The past two years have seen vilifications of Israel galore, by both traditional anti-Zionists and antisemites and by those minted since 7 October 2023. But few in the West have come out with full-throated, public support for Hamas, which has been designated a terrorist organisation by the EU and most Western democracies.
Avi Shlaim has been an exception to the rule. Once a professed Zionist, Shlaim has now completed a perverse trajectory in the course of which he seems to have lost his moral compass. And Shlaim is not some ignorant, fashionably keffiyeh-draped American or European sophomore who chants “from the River to the Sea” without knowing which river and which sea. Shlaim is a respected Oxford University historian who is supposed to know something about the Middle East, who knows that Hamas slaughtered some 850 Israeli civilians on 7 October 2023 and that it frankly espouses antisemitic, misogynistic, homophobic, anti-Western, and anti-democratic values and policies.

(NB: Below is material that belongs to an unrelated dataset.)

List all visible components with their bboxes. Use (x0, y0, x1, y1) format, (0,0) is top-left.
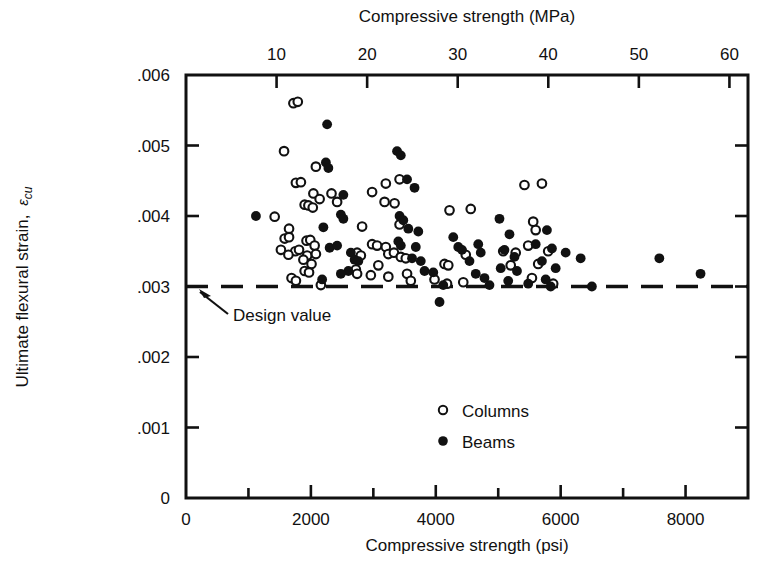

I can personally testify to Shlaim’s past Zionism and not only because I have read his writings closely over the past four to five decades. I lunched with him some twenty years ago in the dining hall of St Antony’s College, where my wife Leah asked him bluntly: “Would you call yourself a Zionist?”
He responded with a simple “yes.”
What did his assent mean? Well, the Earth is parcelled into nation-states, in most of which one people are sovereign. The Dutch have a state, the French have a state, the Czechs have a state, and so on—in fact, the Arabs, by the latest count, have 22 states as the result of a campaign of imperial conquest and proselytising that started in the seventh century. The Jews, dispersed among the nations, suffered oppression and massacre at the hands of Christians and Muslims for two millennia until, at the end of the nineteenth century, they finally woke up and, like so many others, demanded a state of their own. These were the first Zionists. A Zionist is someone who supported the return of the Jews to Zion and the establishment of a Jewish state—as came to pass in 1948—and who sees that state’s continued existence as a moral and political imperative, especially in the light of the Holocaust. The Zionists established their state in “Zion”—one of the Bible’s names for the Land of Israel, which first the Romans, then the Christians and later the Arabs renamed “Palestine”—because it was the land where the Jews lived and exercised sovereignty for much of the time between 1200 BC and the second century AD. The return of an exiled people to their land and the re-establishment of sovereignty was a unique event in human history.
Shlaim understood all this and was a Zionist. In 1964, when he was inducted into the Israeli army as a young conscript and pledged loyalty to the Jewish state, he writes in his 2023 autobiography, Three Worlds, Memoirs of an Arab-Jew, that he “felt nationalism in my bones.” In his latest book, Genocide in Gaza, Israel’s Long War on Palestine, a compilation of essays and papers written between 2009 and 2024, he explains, “I write as someone who served loyally in the Israeli army in the mid-1960s and who has never questioned the legitimacy of the state of Israel within its pre-1967 borders.”
But the “has” in this sentence is misleading and Shlaim, whose grammar is usually faultless, should have deleted the word. For over time, his views changed.